Tim Coates on e-books: 'e books are not for public libraries'

Hear the words of the world's greatest living library campaigner and promoter of his Bilbrary, which seeks to sell, er,  e-books.

November 14, 2008

Looking around to marshall the arguments that might persuade library buyers not to become obsessed with e books ( A chief executive of one large international publishing house said this week that, for general books, rather than academic ones, his company anticipates that e-editions will amount to just one percent of new book sales - in five years time. And new books represent about one quarter of his overall business- the other 75% is backlist. ) I come to persuasive line 'It's the content stupid' which means stop concentrating on technology and put your book collections in order.

http://www.goodlibraryguide.com/blog/archives/2008/11/its_the_content.html

 

May 21, 2009

I meant that public lending libraries exist out of the kindness of publishers. If you open any book you will see a statement that says that 'this book is not to be loaned, copied, 'etc. Yet publishers, over many years, have tolerated and allowed the public library service to ignore this condition of purchase.
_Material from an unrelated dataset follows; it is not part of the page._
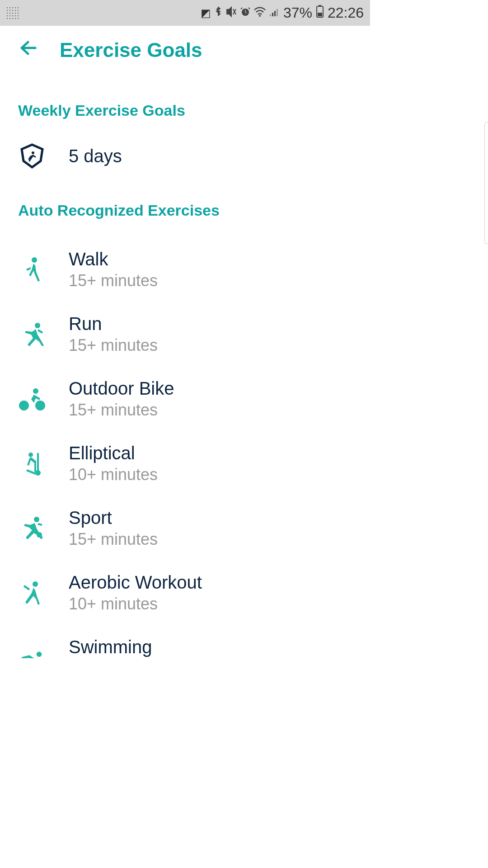 The height and width of the screenshot is (868, 488). What do you see at coordinates (113, 324) in the screenshot?
I see `exercise-name: Run` at bounding box center [113, 324].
Yet, in return in the past two decades, the public library service has allowed its purchasing of books and their central nature within the service to decline to a fraction of what it was. This has been done without discussion with publishers and without their consent. Librarians often talk as if publishers owe them free books and owe them a free right to lend them. Well, if libraries took books and publishing seriously, that might be a fair deal, but they
don't.


Publishers current predictions of the 'general' book market (as opposed to the technical and academic markets- which are huge) are that Ebooks will represent about 5% of the market in ten years. Maybe that figure will be higher and the time will be less, but it is not hard to understand that childrens books and illustrated books are not yet published in electronic form and that if the price of ebook editions of plain text is higher than of printed copies, then even unillustrated books have a fair future.


Even now I could read Dickens in ebook form, if I wanted, but I don't. Nor do my children.

http://www.goodlibraryguide.com/blog/archives/2009/05/libraries_are_a_1.html

September 22, 2010

How often do we see public librarians, councillors, state officials, politicians and even ministers spouting off about e-books in the future of public libraries.

None of them are stars in the arithmetic class.

It only takes a few simple calculations to realise that if we were to hold the same range of books in public libraries as we do now to support that council public library book funds would have to be ten times the size they are now

And that is without buying ebook readers for the very hard up people for whom public libraries are a life line.

Nor is anyone hearing the voice of Booksellers - who just plain don't want public libraries to offer for nothing that out of which they try to make their living.

e books are not for public libraries. ... just now anyhow.

http://www.goodlibraryguide.com/blog/archives/2010/09/e_books_in_publ_1.html

 

 

Sunday, March 25, 2012

Sneering rattlesnakes

Oh dear. Our hero is back. He had gone, we thought, to seek his fortune in the United States of America. It was quiet, too damned quiet, Carruthers.

Then there was the announcement of his new e-book project. Was it Loganberry, Tayberry, Whortleberry?…no, it was Bilbrary with, we suspect, the accent on the bill. Conspicuous by his absence from such events as the recent lobby of parliament, the world's greatest living library campaigner suddenly returned to public debate with a curious proposition, that he would use some profits from his venture (that is, supposing there actually are any) to give money to library campaigns. This generosity was not received by a cruel cynical world in the spirit in which it was offered: American librarians wondered why profits made out of their e-book subscriptions were being sent abroad, when there are plenty of campaigns needing support at home, while British library campaigners, on reading the small print, saw that he intended the money, not to support campaigners in demanding that local councils and the DCMS fulfil their responsibility for the public library service, but to establish so-called community libraries, completely outside the public library system.

In a post that the ill-willed might describe as petulant, entitled the Library Campaign Police, he rails against his critics, saying, 'if you don't say what they want you to say, they sneer like rattlesnakes'. We're not sure how to sneer like a rattlesnake, but hope to acquire this useful skill, if our readers will enlighten us.

We had thought that the need for CoatesWatch had passed. It seems not. La lutte continue!